Lothario - The Novel of The Man Who Was Recklessly Curious

The Novel of The Man Who Was Recklessly Curious

Don Quixote, Part One contains a number of stories which do not directly involve the two main characters, but which are narrated by some of the picaresque figures encountered by the Don and Sancho during their travels. The longest and best known of these is "El Curioso Impertinente" (the impertinently curious man), found in Part One, Book Four. This story, read to a group of travelers at an inn, tells of a Florentine nobleman, Anselmo, who becomes obsessed with testing his wife's fidelity, and talks his close friend Lothario into attempting to seduce her, with disastrous results for all. In Part Two, the author acknowledges the criticism of his digressions in Part One and promises to concentrate the narrative on the central characters (although at one point he laments that his narrative muse has been constrained in this manner).
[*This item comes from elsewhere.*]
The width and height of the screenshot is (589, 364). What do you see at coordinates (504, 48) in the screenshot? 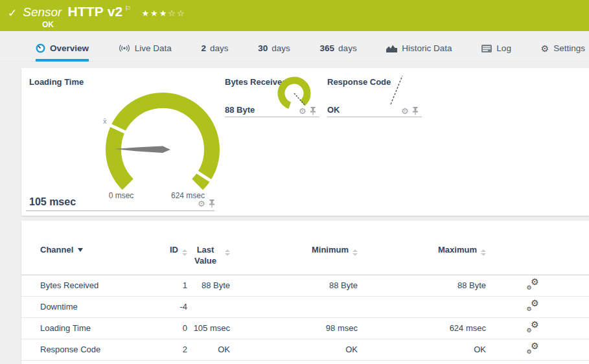
I see `tab-label: Log` at bounding box center [504, 48].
Read more about this topic:  Lothario

Famous quotes containing the words man and/or recklessly:

    One man may be more cunning than another, but no one can be more cunning than all the world.
    François, Duc De La Rochefoucauld (1613–1680)

    When her guests were awash with champagne and with gin,
    She was recklessly sober, as sharp as a pin.
    An abstemious man would reel at her look,
    As she rolled a bright eye and praised his last book.